Wefunder Blog

Investing in Female Founders in Oakland

Published on Jul 13, 2017

About two months ago, I hosted an event to connect female founders in my new home, Oakland, California. I’m no VC and I’m no angel investor. But I wanted to use the tools I personally had at Wefunder to help women entrepreneurs speak up about their businesses and share their struggles and wins with a crowd of supportive women so they can lift each other up.

Edited by Theresa Le Phung

How It All Began

A few years out of college, I noticed that I no longer had close female friends. Maybe it was a post graduation thing. But after my two best girlfriends moved out of state for work and school, I didn’t know how to make new close female friends outside of work anymore. And this loneliness creeped up on me especially at work, where most of the founders I interacted with daily were men and I sensed many spoke to me completely differently when they realized that a Jiwon was a woman, not a man. This blatant sexism became especially obvious when I went on business trips with Nick, my boss and CEO of Wefunder. In countless meetings, founders, including women, directed their questions only at Nick and didn’t even bother to give me a glimpse or a nod.

And I tried to justify it all. ‘I guess it makes sense. He’s the boss and founded the company. He’s the expertise in this field.’

But that doesn’t excuse one incident when a woman complimented him for how nice I’d looked. Nick looked at me with a funny, confused face and I had trouble registering what she’d just said. A few seconds later, it hit me. And I couldn’t let go of what had just happened. These small incidents eventually built up and on a miserable, stormy day in New York, I ranted to Nick for two hours.

I was unhappy with the way things were.

Because founders look only at Nick when we go to meetings together. Because even a woman founder working in fashion only directed her questions to Nick and didn’t even bother to acknowledge me. Because founders talk to my female coworker Theresa differently than when they speak with our male coworkers.

Because every day I notice that there are significantly more male founders than female founders on the platform that I work on and love.

After I was done ranting, Nick simply asked me, “Then, what are you gonna do about it?”

To be honest, I had no idea. I felt helpless. I felt insignificant. What could I do, really? How can I change people’s minds when even convincing one person is so rough?

Planning the Oakland Live Event

I realized what I can do, what WE can do, is to listen and share the stories of women business owners all around us so more of them feel encouraged to pursue their dreams. We can encourage a friend who wants to start a dance studio to pursue her goals and help her gain her first ten customers. We can daily lift up our female coworkers, bosses and interns by promoting them, listening to their concerns and brainstorming ways they can improve at their jobs with honest feedback. We can tell a friend who needs more funding to take her business to another level and fundraise on Wefunder.

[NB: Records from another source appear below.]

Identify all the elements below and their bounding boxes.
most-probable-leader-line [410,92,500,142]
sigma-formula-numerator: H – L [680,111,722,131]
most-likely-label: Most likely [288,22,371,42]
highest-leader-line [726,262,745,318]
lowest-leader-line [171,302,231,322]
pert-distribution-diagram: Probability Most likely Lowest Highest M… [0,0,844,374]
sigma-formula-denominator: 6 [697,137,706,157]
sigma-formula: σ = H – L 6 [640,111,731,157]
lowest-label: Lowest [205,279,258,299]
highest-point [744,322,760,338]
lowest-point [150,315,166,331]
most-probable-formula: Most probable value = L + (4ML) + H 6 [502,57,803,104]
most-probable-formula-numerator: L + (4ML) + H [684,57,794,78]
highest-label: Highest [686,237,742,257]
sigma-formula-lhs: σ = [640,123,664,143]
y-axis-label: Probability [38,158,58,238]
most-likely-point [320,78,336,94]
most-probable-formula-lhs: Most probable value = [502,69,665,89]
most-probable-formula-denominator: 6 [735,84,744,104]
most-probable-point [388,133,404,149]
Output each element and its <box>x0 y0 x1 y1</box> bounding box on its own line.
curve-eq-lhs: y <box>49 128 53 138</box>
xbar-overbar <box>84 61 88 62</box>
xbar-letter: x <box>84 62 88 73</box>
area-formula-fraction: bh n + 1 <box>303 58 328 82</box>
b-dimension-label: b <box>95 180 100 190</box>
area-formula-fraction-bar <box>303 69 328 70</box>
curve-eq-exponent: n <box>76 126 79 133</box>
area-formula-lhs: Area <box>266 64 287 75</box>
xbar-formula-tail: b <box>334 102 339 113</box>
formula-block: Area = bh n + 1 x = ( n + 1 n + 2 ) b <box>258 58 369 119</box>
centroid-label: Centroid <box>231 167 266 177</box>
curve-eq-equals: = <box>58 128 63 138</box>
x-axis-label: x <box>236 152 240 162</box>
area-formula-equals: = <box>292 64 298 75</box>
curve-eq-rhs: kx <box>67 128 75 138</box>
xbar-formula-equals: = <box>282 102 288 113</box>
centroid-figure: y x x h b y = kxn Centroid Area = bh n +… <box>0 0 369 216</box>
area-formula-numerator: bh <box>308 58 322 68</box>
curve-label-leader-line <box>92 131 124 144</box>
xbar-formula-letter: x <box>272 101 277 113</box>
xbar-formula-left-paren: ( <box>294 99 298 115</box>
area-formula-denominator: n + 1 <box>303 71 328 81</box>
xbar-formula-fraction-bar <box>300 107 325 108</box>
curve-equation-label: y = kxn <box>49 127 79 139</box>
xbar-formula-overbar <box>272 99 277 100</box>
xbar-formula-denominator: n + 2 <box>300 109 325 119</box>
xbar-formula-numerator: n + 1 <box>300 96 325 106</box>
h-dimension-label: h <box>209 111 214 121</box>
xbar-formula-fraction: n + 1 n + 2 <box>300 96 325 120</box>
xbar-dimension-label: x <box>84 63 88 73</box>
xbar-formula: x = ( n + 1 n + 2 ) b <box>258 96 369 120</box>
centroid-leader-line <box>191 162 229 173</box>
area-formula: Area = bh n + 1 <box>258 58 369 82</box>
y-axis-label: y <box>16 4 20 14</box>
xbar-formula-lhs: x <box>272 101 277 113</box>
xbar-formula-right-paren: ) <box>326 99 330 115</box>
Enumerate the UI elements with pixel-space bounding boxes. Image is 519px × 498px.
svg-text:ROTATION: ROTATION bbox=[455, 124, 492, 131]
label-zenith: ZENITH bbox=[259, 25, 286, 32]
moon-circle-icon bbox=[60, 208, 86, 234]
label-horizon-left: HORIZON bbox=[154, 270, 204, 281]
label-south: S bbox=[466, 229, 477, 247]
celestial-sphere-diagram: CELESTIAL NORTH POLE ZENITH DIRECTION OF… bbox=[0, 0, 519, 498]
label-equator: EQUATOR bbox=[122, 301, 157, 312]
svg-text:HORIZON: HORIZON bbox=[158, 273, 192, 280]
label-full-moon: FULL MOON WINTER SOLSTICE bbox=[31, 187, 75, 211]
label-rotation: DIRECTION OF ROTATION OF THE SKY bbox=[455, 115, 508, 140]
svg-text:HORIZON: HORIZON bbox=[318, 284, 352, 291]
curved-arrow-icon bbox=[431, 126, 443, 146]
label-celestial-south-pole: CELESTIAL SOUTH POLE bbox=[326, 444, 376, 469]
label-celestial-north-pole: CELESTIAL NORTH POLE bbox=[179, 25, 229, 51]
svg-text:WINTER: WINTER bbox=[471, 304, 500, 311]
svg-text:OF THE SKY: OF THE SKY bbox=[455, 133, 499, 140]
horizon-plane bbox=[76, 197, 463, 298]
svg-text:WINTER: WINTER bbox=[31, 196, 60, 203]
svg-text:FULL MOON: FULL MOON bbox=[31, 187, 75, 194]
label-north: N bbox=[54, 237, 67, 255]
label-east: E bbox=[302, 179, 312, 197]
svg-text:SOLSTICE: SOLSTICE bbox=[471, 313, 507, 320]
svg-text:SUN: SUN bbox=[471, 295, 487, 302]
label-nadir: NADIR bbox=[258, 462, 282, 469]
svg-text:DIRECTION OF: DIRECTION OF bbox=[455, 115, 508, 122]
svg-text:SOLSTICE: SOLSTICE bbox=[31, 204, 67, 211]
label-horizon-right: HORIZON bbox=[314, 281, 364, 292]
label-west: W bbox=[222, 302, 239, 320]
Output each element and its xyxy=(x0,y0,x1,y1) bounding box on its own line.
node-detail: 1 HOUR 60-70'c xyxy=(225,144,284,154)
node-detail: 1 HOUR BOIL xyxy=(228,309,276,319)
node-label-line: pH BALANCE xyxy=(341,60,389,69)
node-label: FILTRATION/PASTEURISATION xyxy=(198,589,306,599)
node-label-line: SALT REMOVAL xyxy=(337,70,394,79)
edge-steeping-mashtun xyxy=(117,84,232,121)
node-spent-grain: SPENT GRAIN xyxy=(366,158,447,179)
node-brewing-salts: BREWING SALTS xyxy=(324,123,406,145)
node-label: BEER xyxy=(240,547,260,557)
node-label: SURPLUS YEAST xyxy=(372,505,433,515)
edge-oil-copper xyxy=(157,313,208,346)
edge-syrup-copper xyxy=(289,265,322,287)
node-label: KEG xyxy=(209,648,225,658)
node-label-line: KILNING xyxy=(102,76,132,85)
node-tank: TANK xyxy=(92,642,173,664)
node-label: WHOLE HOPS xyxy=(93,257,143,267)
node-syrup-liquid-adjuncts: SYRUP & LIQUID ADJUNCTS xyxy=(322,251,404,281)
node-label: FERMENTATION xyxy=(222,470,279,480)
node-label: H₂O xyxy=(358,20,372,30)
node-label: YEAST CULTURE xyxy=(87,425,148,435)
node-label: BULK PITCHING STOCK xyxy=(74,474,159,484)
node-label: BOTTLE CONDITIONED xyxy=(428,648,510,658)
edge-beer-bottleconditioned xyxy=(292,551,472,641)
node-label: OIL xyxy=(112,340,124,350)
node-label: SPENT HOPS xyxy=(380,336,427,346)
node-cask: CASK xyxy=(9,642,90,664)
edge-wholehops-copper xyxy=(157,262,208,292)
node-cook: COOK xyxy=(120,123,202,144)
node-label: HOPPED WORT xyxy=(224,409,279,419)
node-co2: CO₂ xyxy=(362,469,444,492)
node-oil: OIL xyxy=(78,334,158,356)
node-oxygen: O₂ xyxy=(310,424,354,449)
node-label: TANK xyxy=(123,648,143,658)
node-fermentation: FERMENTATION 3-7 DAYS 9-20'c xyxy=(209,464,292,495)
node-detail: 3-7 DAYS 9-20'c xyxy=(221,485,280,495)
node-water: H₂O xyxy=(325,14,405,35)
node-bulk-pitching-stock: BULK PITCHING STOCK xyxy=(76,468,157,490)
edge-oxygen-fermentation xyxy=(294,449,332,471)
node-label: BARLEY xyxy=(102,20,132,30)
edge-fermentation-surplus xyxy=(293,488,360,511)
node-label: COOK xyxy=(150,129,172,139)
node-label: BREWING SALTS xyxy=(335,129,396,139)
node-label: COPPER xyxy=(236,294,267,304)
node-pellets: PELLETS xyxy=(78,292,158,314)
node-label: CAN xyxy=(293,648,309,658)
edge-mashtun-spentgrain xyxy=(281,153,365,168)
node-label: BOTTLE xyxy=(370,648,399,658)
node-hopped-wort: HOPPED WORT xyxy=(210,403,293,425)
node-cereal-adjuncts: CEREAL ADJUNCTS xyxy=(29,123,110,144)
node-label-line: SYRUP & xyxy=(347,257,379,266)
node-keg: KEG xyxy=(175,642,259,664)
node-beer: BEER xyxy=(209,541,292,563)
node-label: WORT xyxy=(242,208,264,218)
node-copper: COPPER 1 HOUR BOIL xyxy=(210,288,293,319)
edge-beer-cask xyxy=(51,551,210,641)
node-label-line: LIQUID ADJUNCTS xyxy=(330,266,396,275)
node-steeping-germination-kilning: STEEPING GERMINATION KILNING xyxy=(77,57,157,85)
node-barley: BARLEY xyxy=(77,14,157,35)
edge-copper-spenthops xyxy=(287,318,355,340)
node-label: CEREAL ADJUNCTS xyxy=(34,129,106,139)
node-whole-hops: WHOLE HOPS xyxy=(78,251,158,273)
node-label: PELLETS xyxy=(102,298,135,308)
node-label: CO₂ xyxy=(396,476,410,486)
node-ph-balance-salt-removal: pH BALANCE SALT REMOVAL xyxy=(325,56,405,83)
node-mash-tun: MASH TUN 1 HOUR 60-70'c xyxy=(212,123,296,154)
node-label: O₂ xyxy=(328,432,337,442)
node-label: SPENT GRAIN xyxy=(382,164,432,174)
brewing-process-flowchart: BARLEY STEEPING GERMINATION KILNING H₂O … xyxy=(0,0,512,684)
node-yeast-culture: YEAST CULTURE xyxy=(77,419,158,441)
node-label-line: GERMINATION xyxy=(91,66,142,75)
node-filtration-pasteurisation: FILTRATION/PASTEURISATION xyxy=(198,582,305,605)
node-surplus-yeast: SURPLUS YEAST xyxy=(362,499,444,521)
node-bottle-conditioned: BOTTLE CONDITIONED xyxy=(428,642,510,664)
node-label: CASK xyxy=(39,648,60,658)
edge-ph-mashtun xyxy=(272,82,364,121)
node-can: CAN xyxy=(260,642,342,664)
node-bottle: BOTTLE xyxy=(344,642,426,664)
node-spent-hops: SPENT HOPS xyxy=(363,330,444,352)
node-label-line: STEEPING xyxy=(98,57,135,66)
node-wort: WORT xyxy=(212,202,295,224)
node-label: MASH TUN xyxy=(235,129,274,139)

Why We Needed the Live Event for Women

Our event wasn’t about female entrepreneurs being better or celebrating “Who run the world? Girls!” Because it’s not true.

Women aren’t better entrepreneurs but we’re equally great entrepreneurs. Our mothers and grandmothers have been entrepreneurs at home and rule our homes. Now it’s time for us to pull each other up to the top of the ladder until it’s not weird to see only women execs in Uber’s board of directors.

The Oakland event was about putting a spotlight that’s often not directed to female founders. So we can start seeing them and be curious about their stories.

How We All Can Support Female Founders

These empowered women are everywhere if you look. That’s how I found our panelists and the currently fundraising Grease Box and Designer Inc. founders. These panelists and founders had ideas and latched onto them. They weren’t thinking about being “female founders.” They just wanted to build something from scratch. But they had to overcome obstacles- small and big, subtle and blatant- to get to where they are now. My mission at Wefunder is to continue to search for women founders and share their stories so that aspiring entrepreneurs like myself can meet badass founders that look like them and can relate to. That’s how we’ll have more female entrepreneurs and investors.

In a way, I’m glad that lady commented on how great I looked to Nick because it made me angry enough to do something about it. I hope that I can host more dinner parties with female coworkers, friends, and founders to share our challenges and victories with and support in the coming years.

Hosting a boss ladies dinner party at my house


At our most recent Wefunder dinner party

p.s. I just got a text message from my friend Anna, founder of Lioness: “Hey, another porridge date?!”